With a deprecatory, philosophic gesture the Footeman said, "No doubt so does Mr. Foote himself." He shuffled and reshuffled his documents, in an effort to conjure up something more. "Oh. One item. Not related that we know of, but interesting. A Yance-man, female, named Arlene Davidson, who has a demesne in New Jersey; the Agency's top draftsman. Died of a massive coronary during the past weekend. Late Saturday night."
"Any effort made to obtain an artiforg heart for her?"
"None."
"The skunk," Runcible said, meaning Brose. Hating him--if it were possible to hate Brose any more than he did already.
"She was known," the Footeman said, "to have a weak heart. Enlarged, from childhood, due to rheumatic fever."
"In other words--"
"She may have been given a deadline for something major; overworked. But that's conjecture. It is not usual, however, for Brose to go so often out of Geneva to New York; he is, after all, in his eighties. This 'special project'--"
"Yeah," Runcible agreed. "It must really be something." Again he pondered, and then he said, "Brose has, of course, penetrated deep into my enterprise."
"Correct."
"But I don't know and you don't know--"
"We have never been able to tag the Brose agent or agents in your operations. I'm sorry." He looked, too, genuinely unhappy; it would have been a major coup of Webster Foote, Limited, to have unearthed the Brose-creatures on Runcible's payroll.
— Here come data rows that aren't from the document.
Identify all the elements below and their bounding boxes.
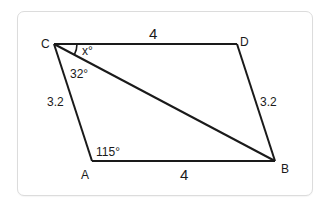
angle-label-115: 115° — [96, 145, 120, 159]
vertex-label-a: A — [81, 168, 89, 182]
angle-arc-x — [74, 44, 77, 55]
angle-label-32: 32° — [70, 67, 88, 81]
side-label-ca: 3.2 — [47, 95, 64, 109]
vertex-label-b: B — [281, 162, 289, 176]
parallelogram-diagram: C D A B 4 4 3.2 3.2 x° 32° 115° — [0, 0, 328, 203]
vertex-label-d: D — [240, 35, 249, 49]
side-label-db: 3.2 — [260, 95, 277, 109]
side-label-ab: 4 — [180, 166, 188, 183]
side-label-cd: 4 — [149, 25, 157, 42]
vertex-label-c: C — [41, 37, 50, 51]
angle-label-x: x° — [82, 44, 93, 58]
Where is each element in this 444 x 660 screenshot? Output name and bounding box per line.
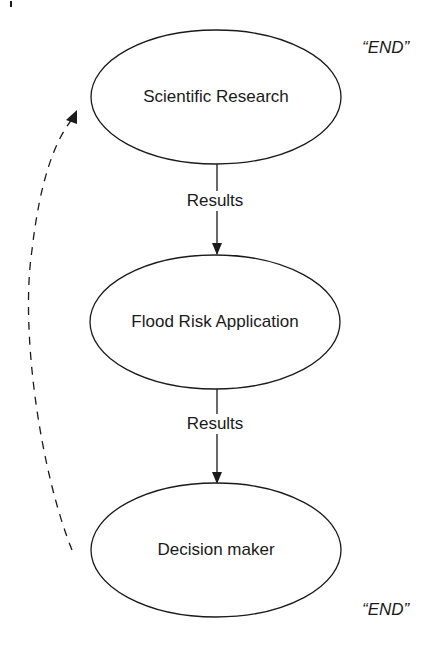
end-marker-top: “END” [362, 38, 409, 58]
edge-label-results-2: Results [185, 414, 246, 434]
edge-decision-to-research-dashed [28, 118, 73, 550]
arrowhead-icon [66, 110, 77, 124]
node-flood-risk-application-label: Flood Risk Application [131, 312, 298, 332]
arrowhead-icon [212, 243, 222, 255]
node-scientific-research-label: Scientific Research [143, 87, 289, 107]
node-decision-maker-label: Decision maker [157, 540, 274, 560]
arrowhead-icon [212, 472, 222, 484]
edge-label-results-1: Results [185, 191, 246, 211]
end-marker-bottom: “END” [362, 600, 409, 620]
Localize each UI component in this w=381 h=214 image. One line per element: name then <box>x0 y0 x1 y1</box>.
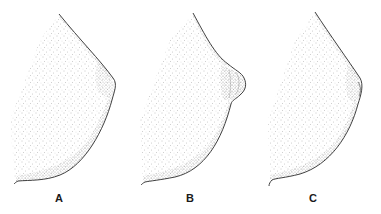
panel-label-c: C <box>309 192 317 204</box>
panel-a-drawing <box>0 0 130 190</box>
figure: A B C <box>0 0 381 214</box>
panel-c-drawing <box>250 0 381 190</box>
panel-label-b: B <box>186 192 194 204</box>
panel-b-drawing <box>130 0 255 190</box>
panel-label-a: A <box>55 192 63 204</box>
illustration-canvas <box>0 0 381 214</box>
"What I'm wondering about," Runcible murmured, "is Utah."
"Pardon?"
"I'm all ready to give the signal to my auto-rigs and leady teams near what used to be St. George to go ahead." This was pretty widely known.
"Mr. Foote is aware of that, but he has no recommendation; at least none he passed on to me."
Raising himself up, then turning over and getting to his feet, Louis Runcible said, "I guess there's no use in waiting. I'll vid them to go ahead and start digging. And hope."